Something Is Erasing The Craters On Ceres

Something Is Erasing The Craters On Ceres

Ceres, the tiny asteroid belt world we’ve come to know and love through NASA’s Dawn mission, seems to delight in mysteries, from flickering bright spots to unexpected ocean minerals. Now, astronomers have discovered yet another puzzle while examining images of Ceres’ surface. Something has been erasing its craters.

A grazing view of Ceres’ largest well-preserved 280km impact crater, Kerwan, near the limb. Colour coding indicates elevation; blue regions are low and red regions are high. Image: Southwest Research Institute

Craters offer a window into a planet’s history, which is why they’re one of the first things astronomers examine when trying to understand a new object. For instance, one of immediate shocks from the New Horizons Pluto flyby last winter was that Pluto’s surface is mostly crater-free, indicating a geologically active interior.

Based on the heavily battered appearance of other asteroid belt objects, astronomers expected that our first close-up glimpse of Ceres would yield numerous large craters. Instead, we didn’t find any.

When Simone Marchi of the Southwest Research Institute and his colleagues analysed global image and topography datasets collected by the Dawn spacecraft over the past year, they discovered that most of Ceres’ craters are less than 100km wide. That’s in spite of the fact that neighbouring minor planet Vesta, which Dawn visited first, has craters of up to 500km across.

Something Is Erasing The Craters On Ceres
The topography of Ceres, with numerous deep craters but no particularly big ones. Image: NASA/JPL-Caltech/UCLA/MPS/DLR/IDA

The topography of Ceres, with numerous deep craters but no particularly big ones. Image: NASA/JPL-Caltech/UCLA/MPS/DLR/IDA

“This was a total surprise,” Marchi, who led a crater analysis published yesterday in Nature Communications, told Gizmodo. Considering Ceres’ size and its 4.5 billion year history, “it is extremely unlikely that Ceres was not hit by large objects,” Marchi said.
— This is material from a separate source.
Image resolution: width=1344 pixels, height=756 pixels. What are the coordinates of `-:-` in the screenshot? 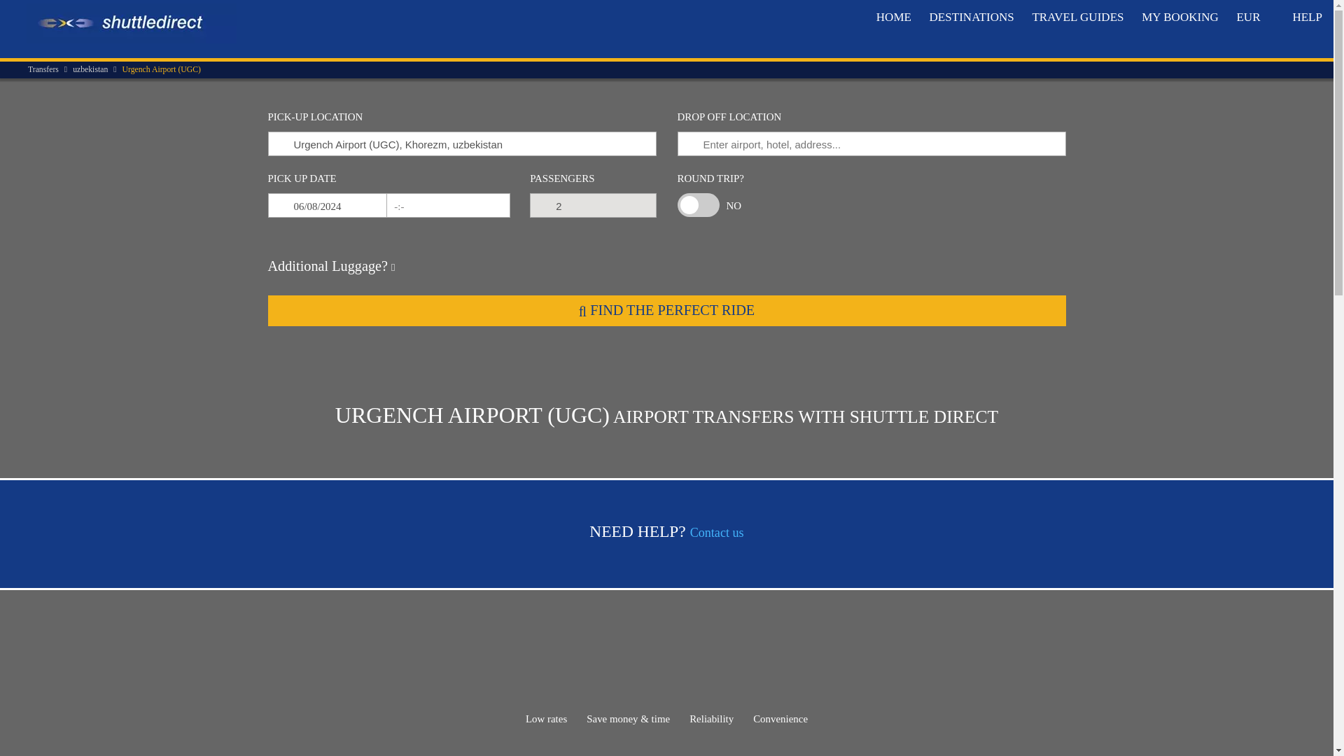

That means something has been eating away at Ceres’ big craters over time. Space Cthulhu aside, astronomers have a few hypotheses as to what it could be.

The first is that Ceres’ internal structure is responsible. Other recent work, including several detailed analyses of the dwarf planet’s bright spots, points to a layer of ice and salt just beneath the surface. Over geologic time, the flow of this briny mantle could have flattened out the overlying topography, a process known as “viscous relaxation”. As study co-author Michael Bland of the US Geological Survey pointed out, viscous relaxation flattens out big craters faster than small craters.

An even more intriguing hypothesis is that large craters have been erased by ice volcanoes. “We have these bright spots all over the surface — clearly, that’s stuff that came out of the interior,” Marchi said. It’s possible that Ceres was much wetter in the distant past, and that an early period of intense cryovolcanism dramatically altered the surface we see today.

Dawn’s most recent datasets could offer answers. The spacecraft is currently in a low-altitude orbit, snapping high resolution surface photos and taking detailed gravity measurements as it rotates Ceres every 5.4 hours. “With this high-resolution data, we can look more specifically at sites on the surface that may have evidence of large-scale cryolavas,” Marchi said. And with the gravity field data, we’ll get a clearer picture of Ceres’ interior, including its layering structure and any subsurface anomalies.

To Bland, the mystery of Ceres’ missing craters underscores the importance of designing missions to visit multiple targets. “Because of Dawn’s exploration of Vesta, we have a really good idea how many craters we should see on Ceres,” he told Gizmodo. “That is, Vesta provides a critical data set to calibrate our models of crater production on Ceres.”

“Ceres is unlike any other [asteroid belt] objects we’ve been able to sample through meteorites,” Marchi said. “I have no doubt there is a big story here.”